The resolve command is used to perform taxonomic resolution on a dataset. It takes a directory of Parquet partitions as input and outputs a directory of resolved Parquet partitions.
usage: taxonopy resolve [-h] -i INPUT -o OUTPUT_DIR [--output-format {csv,parquet}] [--log-level {DEBUG,INFO,WARNING,ERROR,CRITICAL}] [--log-file LOG_FILE] [--force-input] [--full-rerun] [--batch-size BATCH_SIZE] [--all-matches] [--capitalize] [--fuzzy-uninomial] [--fuzzy-relaxed] [--species-group] [--refresh-cache] [--cache-stats] options: -h, --help show this help message and exit -i, --input INPUT Path to input Parquet or CSV file/directory -o, --output-dir OUTPUT_DIR Directory to save resolved and unsolved output files --output-format {csv,parquet} Output file format --log-level {DEBUG,INFO,WARNING,ERROR,CRITICAL} Set logging level --log-file LOG_FILE Optional file to write logs to --force-input Force use of input metadata without resolution --full-rerun Replace existing cache/output if detected for this input GNVerifier Settings: --batch-size BATCH_SIZE Max number of name queries per GNVerifier API/subprocess call --all-matches Return all matches instead of just the best one --capitalize Capitalize the first letter of each name --fuzzy-uninomial Enable fuzzy matching for uninomial names --fuzzy-relaxed Relax fuzzy matching criteria --species-group Enable group species matching Cache Management: --refresh-cache Force refresh of cached objects (input parsing, grouping) before running. --cache-stats Display cache statistics for this input and exit.

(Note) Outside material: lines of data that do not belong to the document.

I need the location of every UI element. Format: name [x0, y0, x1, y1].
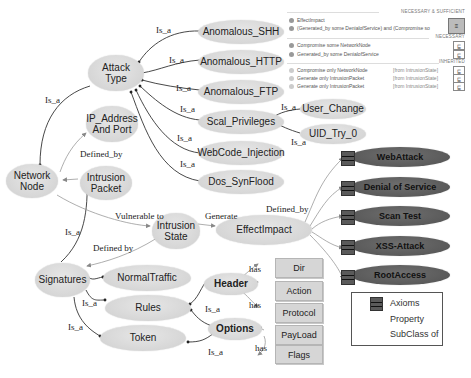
node-user-change[interactable]: User_Change [300, 99, 366, 119]
edge-label-is-a: Is_a [208, 347, 223, 357]
subclass-button[interactable]: ⊑ [453, 41, 465, 50]
edge-label-is-a: Is_a [180, 159, 195, 169]
node-signatures[interactable]: Signatures [35, 263, 90, 297]
edge-label-has: has [249, 300, 261, 310]
subclass-button[interactable]: ⊑ [453, 50, 465, 59]
divider [287, 63, 439, 64]
node-anomalous-ftp[interactable]: Anomalous_FTP [198, 80, 284, 104]
legend-property-label: Property [390, 314, 424, 324]
node-network-node[interactable]: Network Node [6, 164, 58, 198]
node-action[interactable]: Action [275, 281, 323, 301]
node-dos-synflood[interactable]: Dos_SynFlood [198, 170, 284, 194]
axiom-bullet-icon [289, 18, 294, 23]
edge-label-is-a: Is_a [205, 304, 220, 314]
node-denial-of-service[interactable]: Denial of Service [350, 177, 450, 197]
edge-label-is-a: Is_a [291, 137, 306, 147]
legend-subclass-label: SubClass of [390, 329, 439, 339]
node-token[interactable]: Token [100, 325, 186, 351]
legend-axioms-label: Axioms [390, 298, 420, 308]
equivalent-class-button[interactable]: ≡ [448, 18, 465, 34]
node-scan-test[interactable]: Scan Test [350, 206, 450, 226]
axioms-legend-icon [370, 297, 383, 311]
edge-label-is-a: Is_a [156, 25, 171, 35]
node-flags[interactable]: Flags [275, 345, 323, 364]
axiom-row[interactable]: EffectImpact [289, 17, 325, 23]
node-web-attack[interactable]: WebAttack [350, 147, 450, 167]
axiom-icon [341, 151, 355, 166]
node-webcode-injection[interactable]: WebCode_Injection [198, 141, 284, 165]
node-anomalous-shh[interactable]: Anomalous_SHH [198, 20, 284, 44]
edge-label-has: has [249, 264, 261, 274]
edge-label-is-a: Is_a [177, 133, 192, 143]
ontology-diagram: NECESSARY & SUFFICIENT EffectImpact (Gen… [0, 0, 471, 378]
edge-label-is-a: Is_a [169, 55, 184, 65]
edge-label-vulnerable-to: Vulnerable to [115, 211, 164, 221]
axiom-bullet-icon [289, 43, 294, 48]
axiom-row[interactable]: Compromise some NetworkNode [289, 42, 371, 48]
node-options[interactable]: Options [208, 318, 262, 340]
edge-label-is-a: Is_a [68, 322, 83, 332]
axiom-row[interactable]: Generate only IntrusionPacket [289, 75, 364, 81]
inherited-source: [from IntrusionState] [393, 67, 438, 73]
node-dir[interactable]: Dir [275, 258, 323, 278]
divider [287, 12, 379, 13]
axiom-icon [341, 240, 355, 255]
node-attack-type[interactable]: Attack Type [88, 55, 144, 91]
node-payload[interactable]: PayLoad [275, 325, 323, 345]
edge-label-is-a: Is_a [281, 102, 296, 112]
node-intrusion-packet[interactable]: Intrusion Packet [80, 166, 132, 200]
edge-label-defined-by: Defined_by [80, 149, 123, 159]
edge-label-has: has [255, 343, 267, 353]
axiom-panel: NECESSARY & SUFFICIENT EffectImpact (Gen… [283, 8, 469, 100]
node-xss-attack[interactable]: XSS-Attack [350, 236, 450, 256]
node-scal-privileges[interactable]: Scal_Privileges [198, 110, 284, 134]
edge-label-generate: Generate [205, 211, 237, 221]
divider [287, 38, 429, 39]
edge-label-is-a: Is_a [176, 83, 191, 93]
header-necessary: NECESSARY [436, 34, 465, 39]
axiom-row[interactable]: Generate only IntrusionPacket [289, 83, 364, 89]
node-anomalous-http[interactable]: Anomalous_HTTP [198, 50, 284, 74]
axiom-bullet-icon [289, 52, 294, 57]
edge-label-is-a: Is_a [65, 227, 80, 237]
header-necessary-sufficient: NECESSARY & SUFFICIENT [401, 9, 465, 14]
edge-label-is-a: Is_a [180, 104, 195, 114]
header-inherited: INHERITED [439, 59, 465, 64]
axiom-row[interactable]: Generated_by some DenialofService [289, 51, 379, 57]
node-normal-traffic[interactable]: NormalTraffic [103, 265, 191, 291]
edge-label-defined-by: Defined by [93, 243, 133, 253]
axiom-bullet-icon [289, 68, 294, 73]
axiom-bullet-icon [289, 26, 294, 31]
node-protocol[interactable]: Protocol [275, 303, 323, 323]
axiom-bullet-icon [289, 76, 294, 81]
legend: Axioms Property SubClass of [351, 292, 443, 346]
axiom-icon [341, 270, 355, 285]
edge-label-is-a: Is_a [82, 298, 97, 308]
edge-label-is-a: Is_a [45, 95, 60, 105]
subclass-button[interactable]: ⊑ [453, 82, 465, 91]
node-root-access[interactable]: RootAccess [350, 265, 450, 285]
axiom-icon [341, 210, 355, 225]
node-rules[interactable]: Rules [105, 295, 191, 321]
edge-label-defined-by: Defined_by [266, 204, 309, 214]
node-uid-try-0[interactable]: UID_Try_0 [300, 124, 366, 144]
node-ip-address-and-port[interactable]: IP_Address And Port [86, 106, 138, 142]
axiom-icon [341, 181, 355, 196]
node-header[interactable]: Header [204, 273, 258, 295]
inherited-source: [from IntrusionState] [393, 75, 438, 81]
inherited-source: [from IntrusionState] [393, 83, 438, 89]
axiom-row[interactable]: (Generated_by some DenialofService) and … [289, 25, 430, 31]
axiom-row[interactable]: Compromise only NetworkNode [289, 67, 368, 73]
axiom-bullet-icon [289, 84, 294, 89]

It is recommended to keep GNVerifier settings at their defaults.
The trace command is used to trace the provenance of a taxonomic entry. It takes a UUID and an input path as arguments and outputs the full path of the entry through TaxonoPy.
usage: taxonopy trace [-h] {entry} ... positional arguments: {entry} entry Trace an individual taxonomic entry by UUID options: -h, --help show this help message and exit usage: taxonopy trace entry [-h] --uuid UUID --from-input FROM_INPUT [--format {json,text}] [--verbose] options: -h, --help show this help message and exit --uuid UUID UUID of the taxonomic entry --from-input FROM_INPUT Path to the original input dataset --format {json,text} Output format --verbose Show full details including all UUIDs in groupThe common-names command is used to merge vernacular names into the resolved output. It takes a directory of resolved Parquet partitions as input and outputs a directory of resolved Parquet partitions with common names.
usage: taxonopy common-names [-h] --resolved-dir ANNOTATION_DIR --output-dir OUTPUT_DIR options: -h, --help show this help message and exit --resolved-dir ANNOTATION_DIR Directory containing your *.resolved.parquet files --output-dir OUTPUT_DIR Directory to write annotated .parquet filesNote that the common-names command is a post-processing step and should be run after the resolve command.
To perform taxonomic resolution on a dataset with subsequent common name annotation, run:
taxonopy resolve \ --input /path/to/formatted/input \ --output-dir /path/to/resolved/outputtaxonopy common-names \ --resolved-dir /path/to/resolved/output \ --output-dir /path/to/resolved_with_common-names/outputSee the Wiki Development Page for development instructions.